## [Goal of the exercise]
Reproduce the entries exactly. Omit none of them.

Collected data entries
= Beginning of Section =
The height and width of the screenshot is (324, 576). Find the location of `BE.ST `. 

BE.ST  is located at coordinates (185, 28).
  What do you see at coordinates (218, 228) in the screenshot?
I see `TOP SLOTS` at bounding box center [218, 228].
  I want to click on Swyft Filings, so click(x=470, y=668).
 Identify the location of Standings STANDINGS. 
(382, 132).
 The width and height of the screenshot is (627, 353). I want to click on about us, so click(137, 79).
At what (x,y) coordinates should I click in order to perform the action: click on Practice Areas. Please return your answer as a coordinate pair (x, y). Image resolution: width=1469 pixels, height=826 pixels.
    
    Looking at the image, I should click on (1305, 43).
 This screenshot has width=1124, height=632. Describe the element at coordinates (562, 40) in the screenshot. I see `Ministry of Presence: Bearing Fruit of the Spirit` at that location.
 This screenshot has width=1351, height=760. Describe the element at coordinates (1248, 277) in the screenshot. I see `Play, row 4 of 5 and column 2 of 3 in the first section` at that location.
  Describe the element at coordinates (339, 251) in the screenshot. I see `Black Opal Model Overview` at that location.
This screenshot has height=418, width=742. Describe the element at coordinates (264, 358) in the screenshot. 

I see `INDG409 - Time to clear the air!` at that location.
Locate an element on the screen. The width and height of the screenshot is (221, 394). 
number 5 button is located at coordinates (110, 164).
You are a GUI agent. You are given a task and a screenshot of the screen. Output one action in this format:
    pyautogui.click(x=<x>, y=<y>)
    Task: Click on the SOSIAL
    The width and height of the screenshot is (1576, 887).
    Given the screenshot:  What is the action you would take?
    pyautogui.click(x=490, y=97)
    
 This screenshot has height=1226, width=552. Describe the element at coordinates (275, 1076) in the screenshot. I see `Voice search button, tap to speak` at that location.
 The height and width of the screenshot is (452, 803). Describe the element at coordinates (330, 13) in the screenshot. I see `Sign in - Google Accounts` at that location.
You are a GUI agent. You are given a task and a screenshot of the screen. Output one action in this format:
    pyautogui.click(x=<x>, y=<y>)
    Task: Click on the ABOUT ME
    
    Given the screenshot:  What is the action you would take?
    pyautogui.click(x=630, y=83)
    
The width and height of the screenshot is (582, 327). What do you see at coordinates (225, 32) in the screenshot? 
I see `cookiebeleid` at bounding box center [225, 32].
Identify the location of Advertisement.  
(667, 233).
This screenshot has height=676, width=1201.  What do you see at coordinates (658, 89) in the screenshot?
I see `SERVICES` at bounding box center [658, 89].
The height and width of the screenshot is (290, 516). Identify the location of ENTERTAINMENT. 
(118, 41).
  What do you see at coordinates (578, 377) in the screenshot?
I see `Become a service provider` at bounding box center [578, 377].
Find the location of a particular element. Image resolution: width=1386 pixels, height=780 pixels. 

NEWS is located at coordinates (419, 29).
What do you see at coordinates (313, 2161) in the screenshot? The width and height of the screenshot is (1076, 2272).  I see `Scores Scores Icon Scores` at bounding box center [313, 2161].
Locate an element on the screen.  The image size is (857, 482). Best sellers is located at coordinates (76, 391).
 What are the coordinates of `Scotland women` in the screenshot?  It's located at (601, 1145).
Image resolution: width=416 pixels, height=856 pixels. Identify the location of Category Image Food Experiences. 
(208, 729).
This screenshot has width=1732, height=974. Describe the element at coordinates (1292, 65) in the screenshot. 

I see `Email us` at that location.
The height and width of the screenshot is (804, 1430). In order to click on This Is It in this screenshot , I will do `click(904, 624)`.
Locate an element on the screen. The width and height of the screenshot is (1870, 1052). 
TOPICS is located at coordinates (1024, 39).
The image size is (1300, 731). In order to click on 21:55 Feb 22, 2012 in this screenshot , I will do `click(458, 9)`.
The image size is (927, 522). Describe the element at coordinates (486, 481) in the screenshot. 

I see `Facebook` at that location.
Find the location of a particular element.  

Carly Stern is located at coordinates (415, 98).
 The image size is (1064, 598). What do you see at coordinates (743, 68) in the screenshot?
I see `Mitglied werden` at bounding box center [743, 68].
= End of Section =
## [Your solution]
The height and width of the screenshot is (324, 576). Find the location of `BE.ST `. 

BE.ST  is located at coordinates (185, 28).
  What do you see at coordinates (218, 228) in the screenshot?
I see `TOP SLOTS` at bounding box center [218, 228].
  I want to click on Swyft Filings, so click(x=470, y=668).
 Identify the location of Standings STANDINGS. 
(382, 132).
 The width and height of the screenshot is (627, 353). I want to click on about us, so click(137, 79).
At what (x,y) coordinates should I click in order to perform the action: click on Practice Areas. Please return your answer as a coordinate pair (x, y). Image resolution: width=1469 pixels, height=826 pixels.
    
    Looking at the image, I should click on (1305, 43).
 This screenshot has width=1124, height=632. Describe the element at coordinates (562, 40) in the screenshot. I see `Ministry of Presence: Bearing Fruit of the Spirit` at that location.
 This screenshot has width=1351, height=760. Describe the element at coordinates (1248, 277) in the screenshot. I see `Play, row 4 of 5 and column 2 of 3 in the first section` at that location.
  Describe the element at coordinates (339, 251) in the screenshot. I see `Black Opal Model Overview` at that location.
This screenshot has height=418, width=742. Describe the element at coordinates (264, 358) in the screenshot. 

I see `INDG409 - Time to clear the air!` at that location.
Locate an element on the screen. The width and height of the screenshot is (221, 394). 
number 5 button is located at coordinates (110, 164).
You are a GUI agent. You are given a task and a screenshot of the screen. Output one action in this format:
    pyautogui.click(x=<x>, y=<y>)
    Task: Click on the SOSIAL
    The width and height of the screenshot is (1576, 887).
    Given the screenshot:  What is the action you would take?
    pyautogui.click(x=490, y=97)
    
 This screenshot has height=1226, width=552. Describe the element at coordinates (275, 1076) in the screenshot. I see `Voice search button, tap to speak` at that location.
 The height and width of the screenshot is (452, 803). Describe the element at coordinates (330, 13) in the screenshot. I see `Sign in - Google Accounts` at that location.
You are a GUI agent. You are given a task and a screenshot of the screen. Output one action in this format:
    pyautogui.click(x=<x>, y=<y>)
    Task: Click on the ABOUT ME
    
    Given the screenshot:  What is the action you would take?
    pyautogui.click(x=630, y=83)
    
The width and height of the screenshot is (582, 327). What do you see at coordinates (225, 32) in the screenshot? 
I see `cookiebeleid` at bounding box center [225, 32].
Identify the location of Advertisement.  
(667, 233).
This screenshot has height=676, width=1201.  What do you see at coordinates (658, 89) in the screenshot?
I see `SERVICES` at bounding box center [658, 89].
The height and width of the screenshot is (290, 516). Identify the location of ENTERTAINMENT. 
(118, 41).
  What do you see at coordinates (578, 377) in the screenshot?
I see `Become a service provider` at bounding box center [578, 377].
Find the location of a particular element. Image resolution: width=1386 pixels, height=780 pixels. 

NEWS is located at coordinates (419, 29).
What do you see at coordinates (313, 2161) in the screenshot? The width and height of the screenshot is (1076, 2272).  I see `Scores Scores Icon Scores` at bounding box center [313, 2161].
Locate an element on the screen.  The image size is (857, 482). Best sellers is located at coordinates (76, 391).
 What are the coordinates of `Scotland women` in the screenshot?  It's located at (601, 1145).
Image resolution: width=416 pixels, height=856 pixels. Identify the location of Category Image Food Experiences. 
(208, 729).
This screenshot has width=1732, height=974. Describe the element at coordinates (1292, 65) in the screenshot. 

I see `Email us` at that location.
The height and width of the screenshot is (804, 1430). In order to click on This Is It in this screenshot , I will do `click(904, 624)`.
Locate an element on the screen. The width and height of the screenshot is (1870, 1052). 
TOPICS is located at coordinates (1024, 39).
The image size is (1300, 731). In order to click on 21:55 Feb 22, 2012 in this screenshot , I will do `click(458, 9)`.
The image size is (927, 522). Describe the element at coordinates (486, 481) in the screenshot. 

I see `Facebook` at that location.
Find the location of a particular element.  

Carly Stern is located at coordinates (415, 98).
 The image size is (1064, 598). What do you see at coordinates (743, 68) in the screenshot?
I see `Mitglied werden` at bounding box center [743, 68].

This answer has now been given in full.